To explore how the connections between flesh and
word are both troubled and reinscribed in New Media, I will explore Talan
Memmottís Lexia to Perplexia and Deena Larsenís Disappearing
Rain. The two texts choose different points for their theoretical
orientation, the origin and the interface. It should come as no surprise
that these points are the foci of theoretical interest, for both are highly
charged in different ways. The origin is charged because it offers
the (imaginary) possibility of establishing a source for all that follows
and hence a metaphysical grounding of ultimate significance. The
interface is similarly fraught because it marks the boundary between one
regime and another, thus establishing the possibility of transformation
and setting the parameters within which that transformation will unfold.
Beyond their theoretical importance, the origin and interface are productive
topoi to explore together because they tend to work in opposite directions.
Whereas the point of the origin is to settle (or unsettle) a genealogy,
the point of the interface is to mark the place where genealogy is disrupted
and replication of the same gives way to the innovation of difference.

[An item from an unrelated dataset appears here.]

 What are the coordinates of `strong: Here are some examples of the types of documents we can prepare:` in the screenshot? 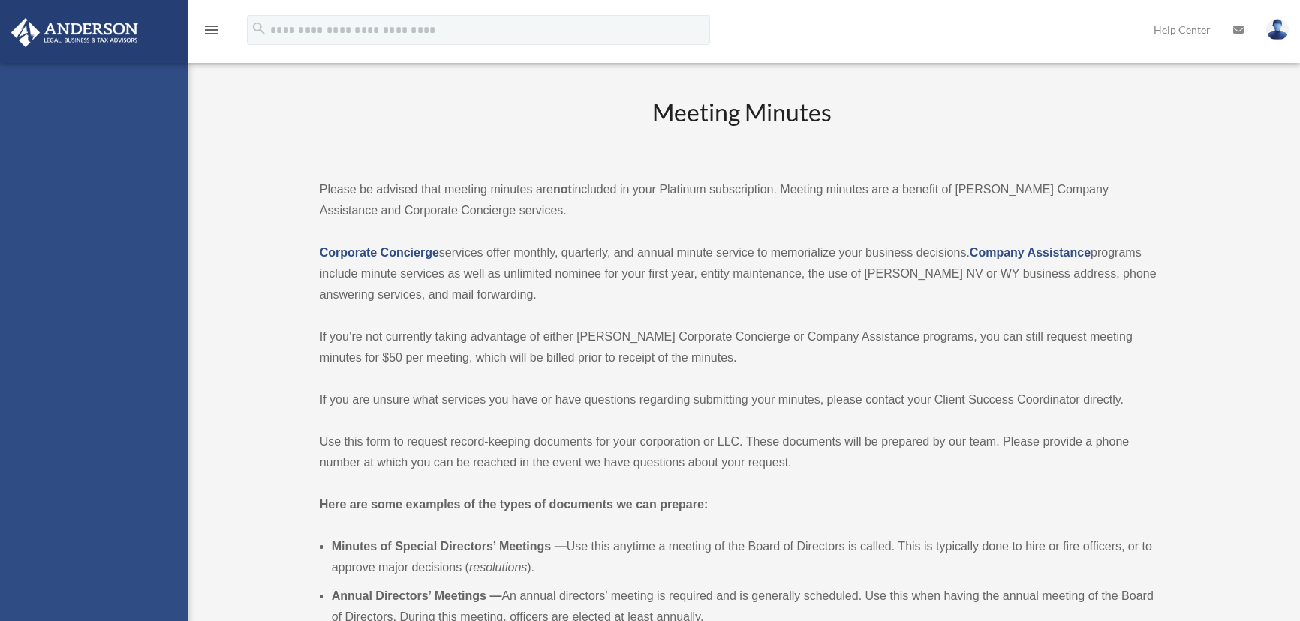 It's located at (514, 504).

In thinking about how traditional gender patterns are both replicated and
reconfigured in electronic media, the origin and interface serve
as limit cases for stability and change, reinscription and innovation.

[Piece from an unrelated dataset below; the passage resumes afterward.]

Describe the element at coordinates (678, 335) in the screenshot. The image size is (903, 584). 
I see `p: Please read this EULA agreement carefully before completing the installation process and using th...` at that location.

Lexia to Perplexia reveals the co-originary status
of subjectivity and electronic technologies. Instead of the technologies
emerging in a history created and directed by human subjects, this work
imagines digital technology as being there at the beginning, so that subjects
and technologies produce each other simultaneously through multiple
(and specular) recursive loops. Code erupts through the surface of
the screenic text, infecting English with programming languages and resulting
in a creole discourse that bespeaks an origin always already permeated
by digital technologies. In Disappearing Rain reinscribes English
words into Kanji signs, thus creating a hybrid writing that visually conveys
the differences and convergences between ancient traditions and contemporary
electronic media. At the center of this hypertext are women who care
for others, a dynamic emphasizing the pleasures and dangers of letting
go of a localized self and plunging into a fluid subjectivity no longer
bounded by skin surfaces.
Both works enact hybrid forms balancing ancient myths
with contemporary narratives, foregrounding their dual functions of reinscribing
the old while pointing toward the new. As the bodies of these texts
are transformed from durable marks to flickering signifiers, the human
bodies within them continue to display the stigmata of gender even as they
evolve toward hybrid forms that are never entirely readable within the
coded surfaces of the textsí electronic bodies.